Spyware that filters e-mail

The Internet was not designed to protect message confidentiality. It is fast and fairly reliable but also easy to spy on and censor. From the first mouse-click, users leave a trail and reveal information about themselves and what their tastes and habits are. This data is very valuable to commercial firms, who sort through it to target their advertising better.

The police also use it. The best way to spy on journalists a few years ago was still to send a plainclothes officer to stand outside their house.

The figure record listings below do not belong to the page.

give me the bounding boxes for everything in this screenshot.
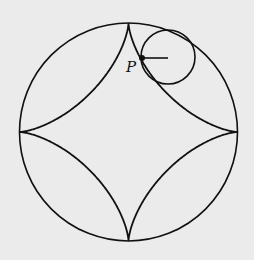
point-p-label: P [126,58,136,76]
astroid-curve [20,23,238,241]
astroid-diagram: P [0,0,254,260]
rolling-circle [141,30,195,84]
point-p-marker [139,55,145,61]
diagram-canvas [0,0,254,260]
fixed-circle [20,23,238,241]
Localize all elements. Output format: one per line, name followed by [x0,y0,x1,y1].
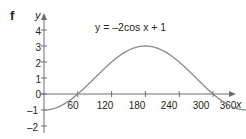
y-axis-arrowhead [41,13,47,20]
trigonometric-graph-figure: f y x y = –2cos x + 1 4 3 2 1 0 –1 –2 60… [0,0,246,139]
cosine-curve [44,46,246,110]
x-axis-arrowhead [229,91,236,97]
plot-canvas [0,0,246,139]
y-axis-group [41,13,47,133]
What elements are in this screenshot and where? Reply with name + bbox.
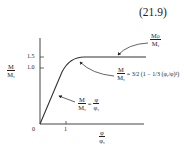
elastic-formula: MMᵧ = φφᵧ <box>78 96 99 111</box>
elastoplastic-formula: MMᵧ = 3/2 (1 − 1/3 (φᵧ/φ)²) <box>117 66 179 81</box>
origin-label: 0 <box>32 126 35 132</box>
x-axis-label: φφᵧ <box>99 129 105 144</box>
y-tick-1-5: 1.5 <box>27 53 35 59</box>
y-tick-1-0: 1.0 <box>27 64 35 70</box>
plastic-moment-label: MₚMᵧ <box>150 32 161 47</box>
y-axis-label: MMᵧ <box>7 63 15 78</box>
x-tick-1: 1 <box>64 126 67 132</box>
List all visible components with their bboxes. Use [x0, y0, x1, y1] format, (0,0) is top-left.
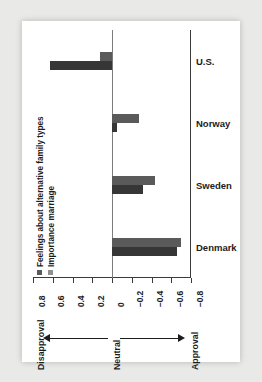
legend-swatch	[48, 270, 53, 275]
axis-tick-label: 0.6	[56, 296, 66, 307]
axis-tick-label: −0.6	[175, 291, 185, 307]
tick-labels: 0.80.60.40.20−0.2−0.4−0.6−0.8	[33, 283, 191, 313]
axis-tick-label: 0.2	[96, 296, 106, 307]
arrow-line-right	[120, 338, 178, 339]
arrow-line-left	[50, 338, 108, 339]
axis-tick-label: 0.8	[37, 296, 47, 307]
bar-denmark-importance	[112, 247, 177, 256]
bar-sweden-feelings	[112, 176, 155, 185]
bar-sweden-importance	[112, 185, 143, 194]
scale-annotation: Disapproval Neutral Approval	[28, 312, 196, 374]
legend-swatch	[37, 270, 42, 275]
axis-tick-label: 0.4	[76, 296, 86, 307]
axis-tick-label: −0.8	[195, 291, 205, 307]
category-axis-line	[190, 30, 191, 278]
bar-norway-importance	[112, 123, 117, 132]
bar-denmark-feelings	[112, 238, 181, 247]
category-label: Denmark	[196, 242, 237, 253]
chart-figure: 0.80.60.40.20−0.2−0.4−0.6−0.8 U.S.Norway…	[0, 0, 262, 382]
annotation-disapproval: Disapproval	[36, 320, 46, 370]
axis-tick-label: 0	[116, 302, 126, 307]
legend-item: Feelings about alternative family types	[36, 116, 45, 275]
legend-item: Importance marriage	[47, 186, 56, 275]
arrow-head-left	[43, 334, 50, 342]
axis-tick-label: −0.2	[135, 291, 145, 307]
annotation-approval: Approval	[190, 332, 200, 370]
annotation-neutral: Neutral	[112, 340, 122, 370]
axis-tick	[191, 278, 192, 283]
category-label: Sweden	[196, 180, 232, 191]
chart-legend: Feelings about alternative family typesI…	[36, 60, 62, 275]
bar-us-feelings	[100, 52, 112, 61]
legend-label: Feelings about alternative family types	[36, 116, 45, 267]
axis-tick-label: −0.4	[155, 291, 165, 307]
arrow-head-right	[178, 334, 185, 342]
category-label: Norway	[196, 118, 230, 129]
bar-norway-feelings	[112, 114, 139, 123]
category-label: U.S.	[196, 56, 214, 67]
legend-label: Importance marriage	[47, 186, 56, 267]
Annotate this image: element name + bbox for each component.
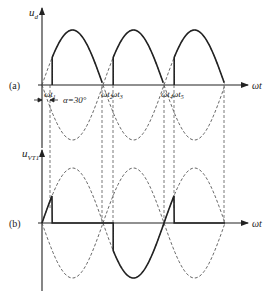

This can be done more cheaply and efficiently now, because machines can spy, report back and automatically prevent subversive conversations.

Cuba has installed spyware in cybercafé computers so that when users type “banned” words in an e-mail, such as the name of a known political dissident, they see a warning that they are writing things considered a “threat to state security” and the Web navigator then immediately shuts down.

The Internet giants work with the dictatorships

The predators of free expression are not all the same. China keeps a tight grip on what is written and downloaded by users and spends an enormous amount on Internet surveillance equipment and hires armies of informants and cyber-police. It also has the political weight to force the companies in the sector - such as Yahoo!, Google, Microsoft and Cisco Systems - to do what it wants them to, and all have agreed to censor their search-engines to filter out websites overcritical of the authorities.

This makes the regime’s job very much easier because these firms are the main entry-points to the Internet. If a website is not listed by these search-engines, material posted on them has about as much chance of being found as a message in a bottle thrown into the sea. Not all countries are strong enough to make the US multinational Internet firms bend to their will, but all authoritarian regimes are now working to censor the Web, even countries in sub-Saharan Africa. The Ethiopian regime of prime minister Meles Zenawi has blocked openly-critical websites and blogs since May 2006 and Zimbabwean President Robert Mugabe is considering a law allowing security forces to intercept online messages without reference to the courts. One of the first moves by Thailand’s military rulers after their September coup was to censor news websites, even foreign ones, that criticized the takeover.

When a dictator cannot effectively censor the Internet, he can take a more radical approach - barring Internet access to virtually everyone, as in North Korea and Turkmenistan. And when a tyrant dies, as Turkmenistan’s “President-for-Life” Separmurad Nyazov did in December, his successor starts work by declaring his policy towards the Internet. These days, dictators talk about the Web when they want to show their regime is progressive.

Internet users are organising themselves and conjuring up new solutions to tackle these dictatorships, get round the filters and protect their anonymity. They use and create new technology, encrypt their e-mail and use other tools that are still not detected by cyber-police.

The Web phone service Skype, for example, has made it much easier for journalists - and Reporters Without Borders - to communicate with their sources. It works especially well because it is encrypted and so conversations are hard to tap. But China has already signed an agreement with Skype to block key-words, so how can we be sure our conversations are not being listened to? How do we know if Skype will not also allow (or already has allowed) the Chinese police to spy on its customers?

It has become vital to examine new technology from a moral standpoint and understand the secondary effects of it. If firms and democratic countries continue to duck the issue and pass off ethical responsibility on others, we shall soon be in a world where all our communications are spied on.